Summary
Contents
Subject index
The problem of men's violence to known women-principally wives, partners, girlfriends-is, at last, more widely recognized. The Violences of Men addresses the problem of men's violence to known women within the broad context of men's use of power and violence in society. Jeff Hearn considers the scale of men's violence against women, and critically reviews the theoretical frameworks that are used to explain this violence. From the perspective of “critical studies of men,” he discusses issues, challenges, and possible research methods for those studying and researching violence, and particularly men's violence to known women. He then draws on extensive original research to analyze the various ways in which men describe, deny, justify, and excuse their violence, and considers the complex interaction between doing violence and talking about violence. He goes on to examine agencies' responses to men's violence, ranging from avoidance to policy and practice innovations and possibilities, before discussing ways that some men may move away from violence. The Violences of Men makes an important contribution both to theoretical debates about how to understand men's violence, and to debates on appropriate policy and practice in response to that violence.

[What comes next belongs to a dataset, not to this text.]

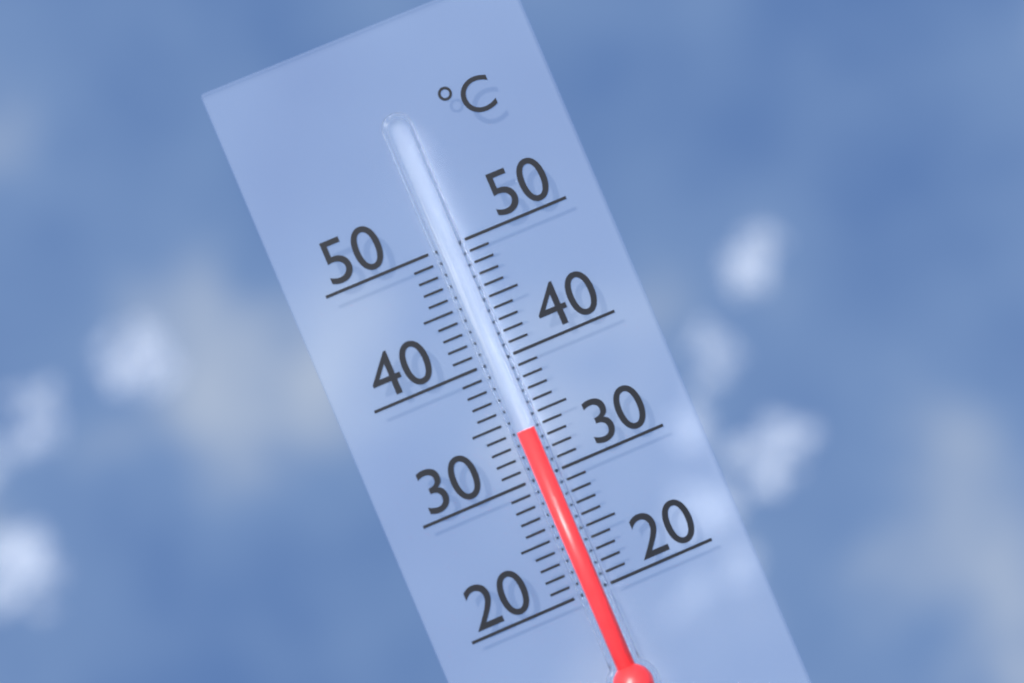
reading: 34 °C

The Sexual Subtexts of Talk about Violence1
The Sexual Subtexts of Talk about Violence1
Subtexts
When men talk about violence, many things are not said. This is even so when men appear to be fully co-operative in disclosing violence. Those contexts that are not explicitly referred to - gender, sexuality, age, race, family life, and so on - do not disappear; they remain within the text but as sub texts, scarcely spoken. Indeed it could be argued that subtexts are implicit contexts. The subtext is hidden, not known, not fully conscious. It is not a mere surface. It might be ‘repressed’, ‘omitted’, ‘forgotten’. It is silence. Thus possible contexts - such as ‘adulthood’, ‘whiteness’, ‘heterosexuality’, ‘family life’ - may all be unspoken, forgotten, unnoticed and unnamed.